From the back of the room, Kiko and Julie were smiling at Mallock.
“Great minds think alike, girls. Did you come back to try to seduce big César?”
They both got up to embrace their superintendent.
“How about you, you don't come here just for the cuisine, do you?” Julie asked mischievously.
César backed away, raising his arms.
“Oh, damn, a firing squad, a trio of cops. I'm getting out of here before you do something you shouldn't.”
Laughing, Mallock took a chair and sat down at the table next to them.
“Am I bothering you? Because I can go . . . ”
“Of course not. On the contrary, Kiko and I were just talking about going to see you to find out where we are. And then I've got some hot new information.”
With this weather, anything hot was welcome.
“Go ahead, Julie, out with it.”
“Jo tried to reach you this morning. I was the one who took the call. She confirmed that the hair found on the site, next to the well and the chain, the hair that is supposed to be Krinkel's, if we believe Manu's account, does in fact correspond to the samples brought back from the Dominican Republic.”
“What samples?”
Mallock was at a loss.
“The ones you asked Daranne to get behind my back, Superintendent. The ones taken from Darbier's corpse.”
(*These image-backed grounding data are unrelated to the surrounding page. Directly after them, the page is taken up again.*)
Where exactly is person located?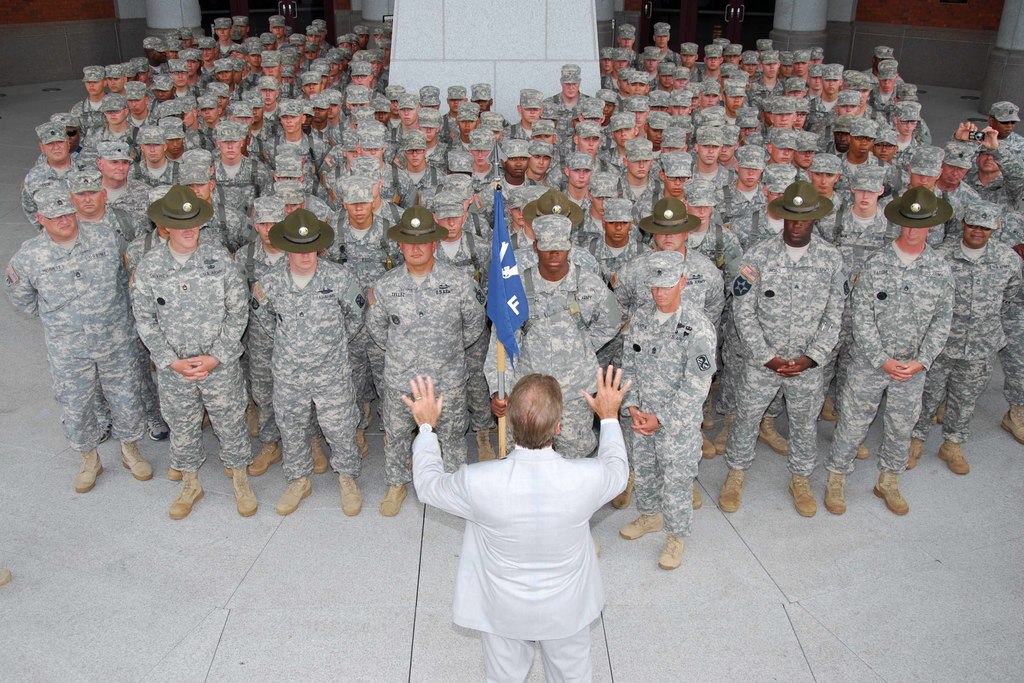
Its bounding box is {"x1": 360, "y1": 208, "x2": 496, "y2": 523}.
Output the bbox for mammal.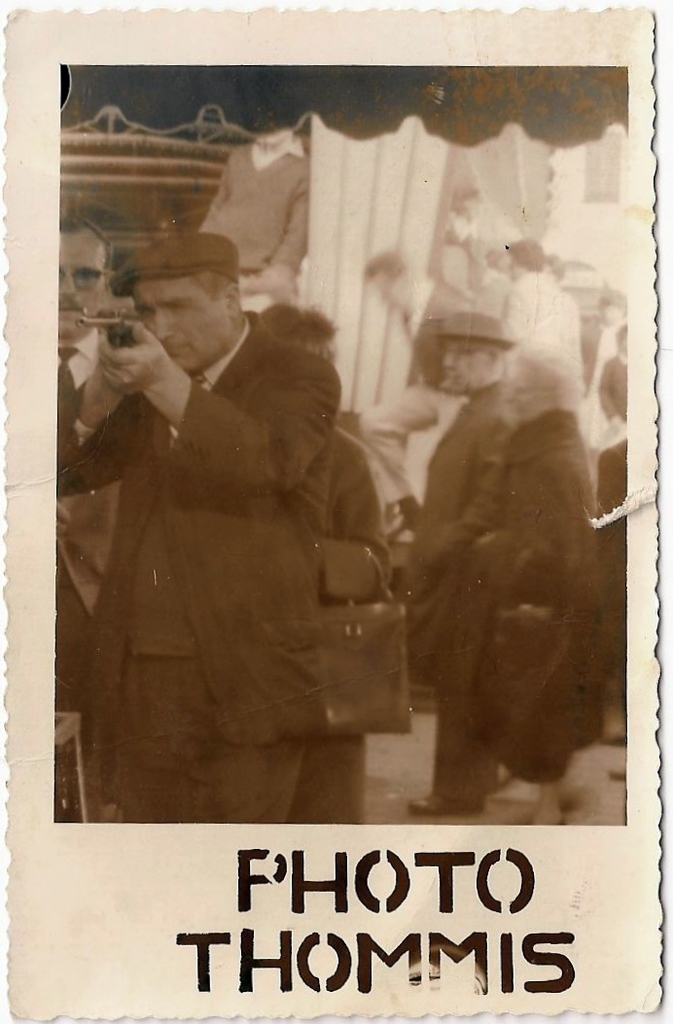
[left=54, top=218, right=124, bottom=781].
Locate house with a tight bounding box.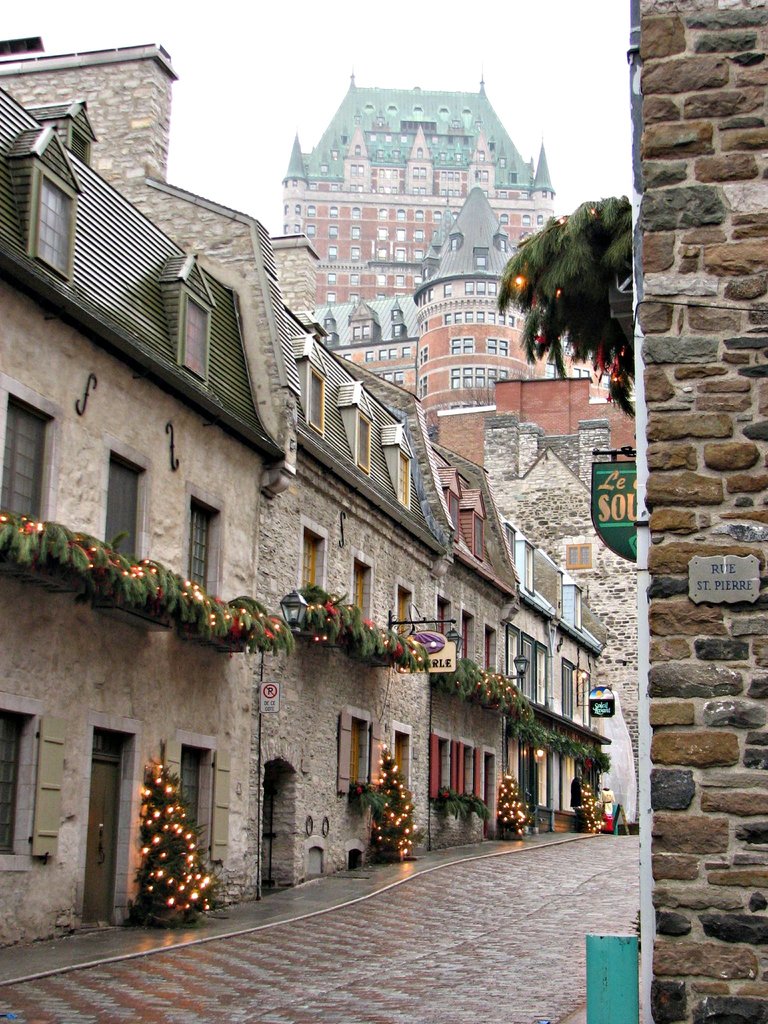
x1=625 y1=0 x2=767 y2=1023.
“It's not good to be bitter, Captain,” Mallock smiled, happy with the news.
There was no longer any doubt, Klaus Krinkel and Tobias Darbier were one and the same person.
“Finally, something concrete, expected, and logical. I was beginning to lose the habit. And what about Manu's blood tests?”
“The Judicial Identity guys handled that. But there, too, I had the results this morning through Jo. Negative. There was nothing in Manu's blood, no alcohol, no drugs.”
Mallock gave a little growl like a bear going back into hibernation. He would have liked to find a nice cocktail of drugs. Well! As with all the information in this case, he'd have to deal it.
“Nothing else?”
“Yes, but I don't know if Kiko needs to hear it.”
Kiko gave her a dark look.
“I have more right to know everything about this case than the two of you put together. It's the future of my husband and my family that is at stake. Not yours! What's the problem? Are you afraid I'm going to transmit information to Manu? I've sworn to you that I will never say anything. I want to know the truth, not fabricate it.”
Julie heaved a deep sigh before turning to Mallock and saying:
“The little bones we found are in fact human. They are apparently those of two children aged six and fourteen months. We even have their names. They correspond to statements filed a few days afterward. One at the office of the village's mayor, the other in a gendarmerie a little farther away.”
Julie paused before declaring, as if regretfully:
“There were, in fact, traces of charring and marks made by teeth on those bones. Human incisors and canines, but especially molars.”
It took Kiko several seconds to grasp what Julie was saying. At the instant she understood, her hand flew to her mouth to try to keep a cry from coming out. Silence fell around them. Each was fighting with his demons and trying to control them. Rage and anger for Mallock, despair and incredulity for Kiko, a desire to weep for Julie.